Opinion: Reinstating Church Indoor Services
With a recent Supreme Court decision lifting the ban on indoor services, a few California churches have reopened to the public, which could be potentially dangerous.
The only ban California is able to uphold as of right now is the ban on singing and chanting indoors. It has mixed reactions; there are churches that will comply, but there are a few who will not.
“Fifty percent of worship is singing. We’re gonna sing no matter what,” says Harvest Rock Church’s senior pastor, Che Ahn.
Close contact during a pandemic is a risk that shouldn’t be taken lightly. While it’s true that a part of worshipping is singing, because of current conditions, restrictions need to be made to protect everyone participating inside active churches. Limited seating and mandatory masks are the first two things that need to be prioritized. But even though the pandemic is deadly and well-known everywhere, preventing it from spreading isn’t a top priority for some.
According to an Associated Press article by Don Thompson last year, there was a pastor that had ignored the ban, allowing upwards of over two hundred people to attend with no masks being required to enter. It might sound bad, but according to the pastor, the feedback wasn’t at all negative.
“Most of them have been calls, ‘Thank you for standing up for what you believe,’” says Clark in the AP article, who was a pastor at Yuba City in Sacramento.
Even though the article was a year ago, and things might have changed since then, the problem still stands today. People are willing to ignore the bans being made to protect them in order to do what they want. Not everyone today wears a mask outside, even when more than four hundred thousand people have died from Covid-19,with more than twenty-seven million total cases.
If churches want to reopen and continue with indoor services, the least that can be done by pastors is to take precautions and try to minimize the spread of Covid-19. Religion is definitely important for many, and worship itself isn’t bad, but getting sick helps nobody. By letting hundreds of people congregate, it’s a recipe for disaster. It only takes one person that has Covid-19 unknowingly to spread it around quickly.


Assigned task :: Report the number of lines holding "labels" in the material below, and nothing more.

▶

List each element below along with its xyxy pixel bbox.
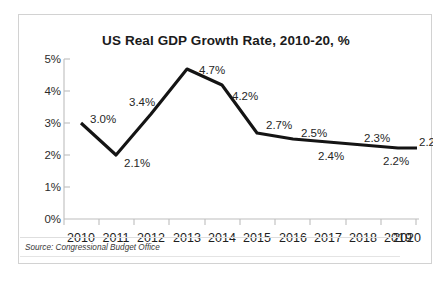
y-tick-label-2: 2%	[44, 149, 61, 161]
x-tick-label-2018: 2018	[349, 231, 377, 245]
data-label-2020: 2.2%	[419, 136, 433, 148]
data-label-2015: 2.7%	[266, 119, 292, 131]
y-tick-label-1: 1%	[44, 181, 61, 193]
y-axis-tick-labels: 5% 4% 3% 2% 1% 0%	[44, 53, 61, 225]
y-axis-tick-marks	[64, 59, 70, 187]
data-label-2016: 2.5%	[301, 127, 327, 139]
y-tick-label-0: 0%	[44, 213, 61, 225]
x-tick-label-2014: 2014	[208, 231, 236, 245]
data-label-2011: 2.1%	[124, 157, 150, 169]
chart-card: US Real GDP Growth Rate, 2010-20, % 5% 4…	[18, 14, 432, 264]
x-tick-label-2016: 2016	[279, 231, 307, 245]
y-tick-label-5: 5%	[44, 53, 61, 65]
x-tick-label-2020: 2020	[393, 231, 421, 245]
x-tick-label-2013: 2013	[173, 231, 201, 245]
x-tick-label-2017: 2017	[314, 231, 342, 245]
data-label-2013: 4.7%	[199, 64, 225, 76]
data-label-2014: 4.2%	[232, 90, 258, 102]
data-point-labels: 3.0% 2.1% 3.4% 4.7% 4.2% 2.7% 2.5% 2.4% …	[90, 64, 433, 169]
data-label-2017: 2.4%	[318, 150, 344, 162]
source-underline	[20, 256, 400, 257]
data-label-2018: 2.3%	[364, 132, 390, 144]
data-label-2012: 3.4%	[129, 96, 155, 108]
line-chart-plot: 5% 4% 3% 2% 1% 0%	[19, 15, 433, 265]
source-note: Source: Congressional Budget Office	[25, 243, 160, 252]
y-tick-label-3: 3%	[44, 117, 61, 129]
x-tick-label-2015: 2015	[243, 231, 271, 245]
x-axis-tick-marks	[64, 219, 416, 225]
y-tick-label-4: 4%	[44, 85, 61, 97]
data-label-2010: 3.0%	[90, 113, 116, 125]
source-divider	[20, 237, 400, 238]
data-label-2019: 2.2%	[383, 155, 409, 167]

◀

Output :: 2